▽

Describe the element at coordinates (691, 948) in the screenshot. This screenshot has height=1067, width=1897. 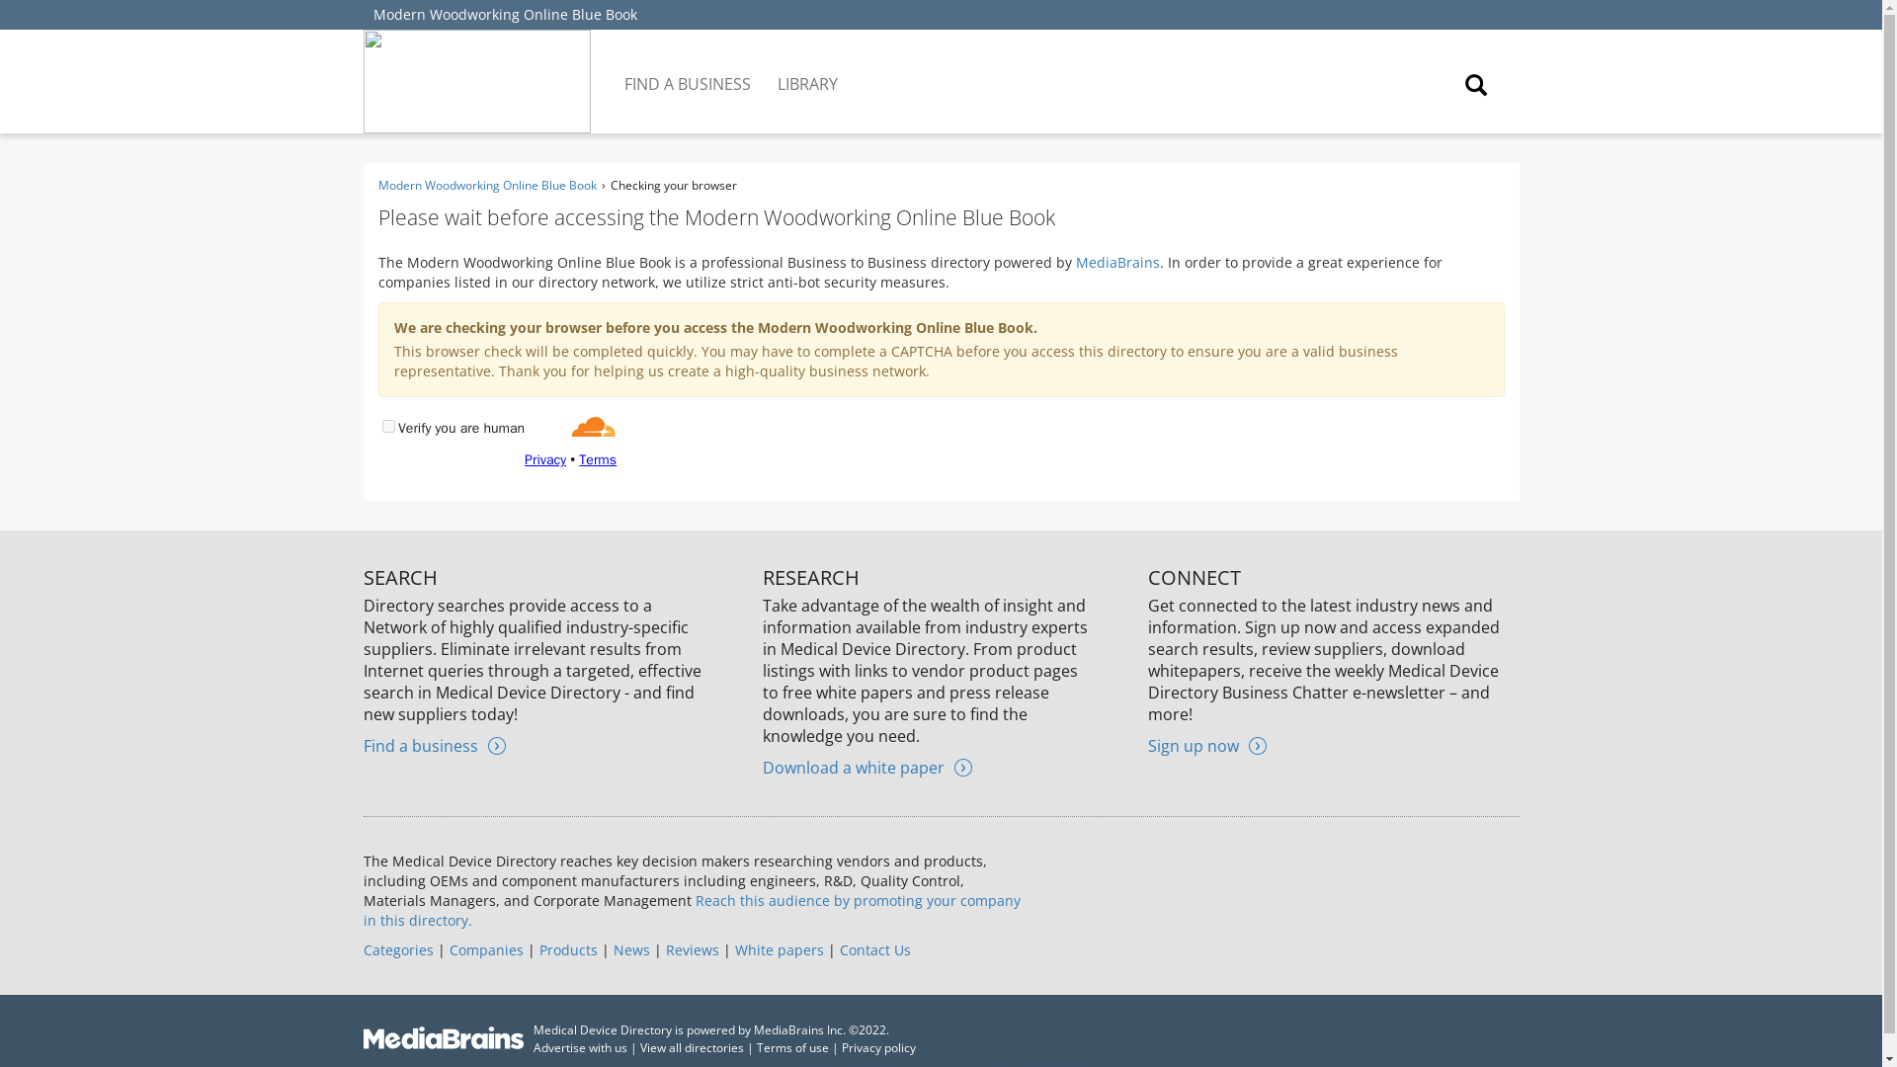
I see `Reviews` at that location.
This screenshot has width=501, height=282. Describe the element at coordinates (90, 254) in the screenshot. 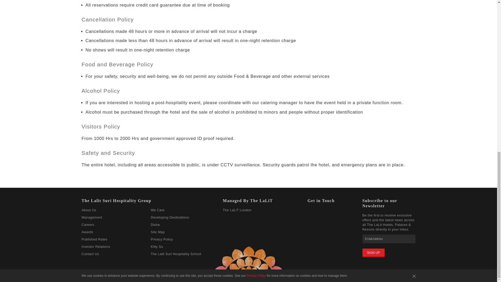

I see `Contact Us` at that location.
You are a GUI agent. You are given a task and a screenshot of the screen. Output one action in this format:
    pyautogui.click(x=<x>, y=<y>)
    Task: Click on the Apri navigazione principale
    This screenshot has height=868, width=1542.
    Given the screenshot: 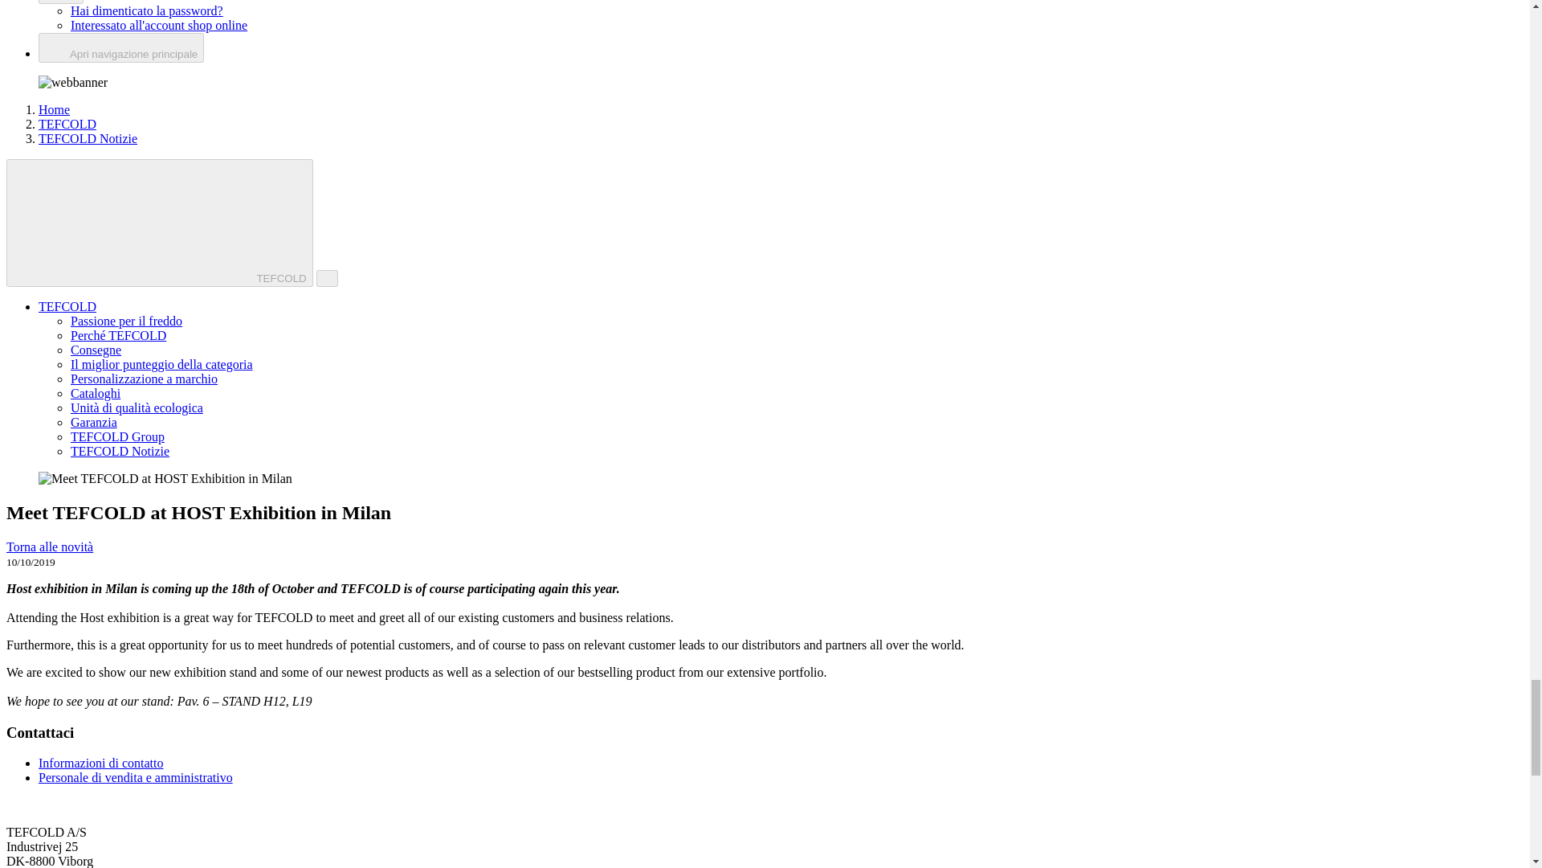 What is the action you would take?
    pyautogui.click(x=120, y=47)
    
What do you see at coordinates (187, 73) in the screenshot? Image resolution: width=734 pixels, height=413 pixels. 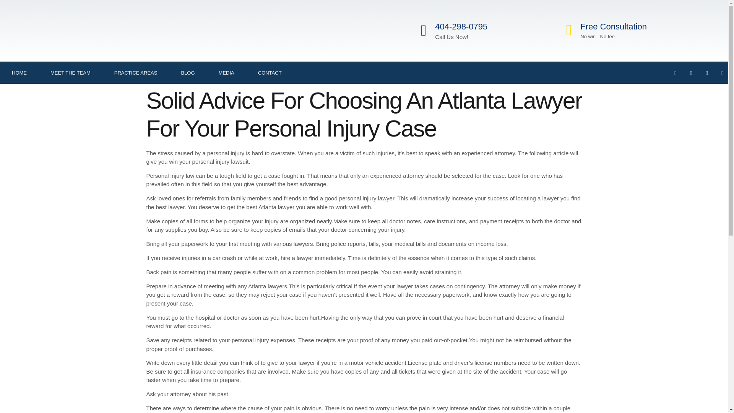 I see `BLOG` at bounding box center [187, 73].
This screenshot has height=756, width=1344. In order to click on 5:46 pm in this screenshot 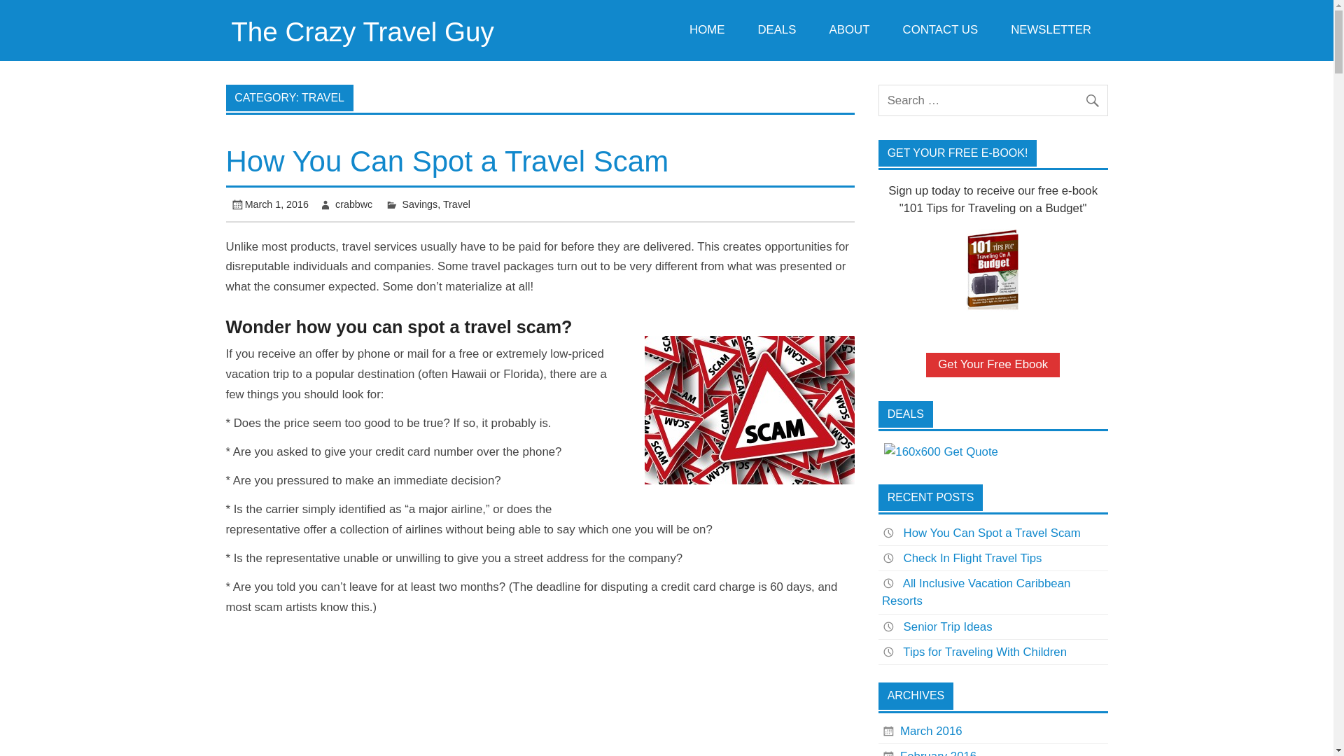, I will do `click(277, 204)`.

△

# Work required
The line containing "This screenshot has height=868, width=1542." marks the end; please output exactly the lines of the listing above from its first line through that line, without pictures.

# Expected answer
Describe the element at coordinates (691, 948) in the screenshot. This screenshot has height=1067, width=1897. 
I see `Reviews` at that location.
This screenshot has width=501, height=282. Describe the element at coordinates (90, 254) in the screenshot. 

I see `Contact Us` at that location.
You are a GUI agent. You are given a task and a screenshot of the screen. Output one action in this format:
    pyautogui.click(x=<x>, y=<y>)
    Task: Click on the Apri navigazione principale
    This screenshot has height=868, width=1542.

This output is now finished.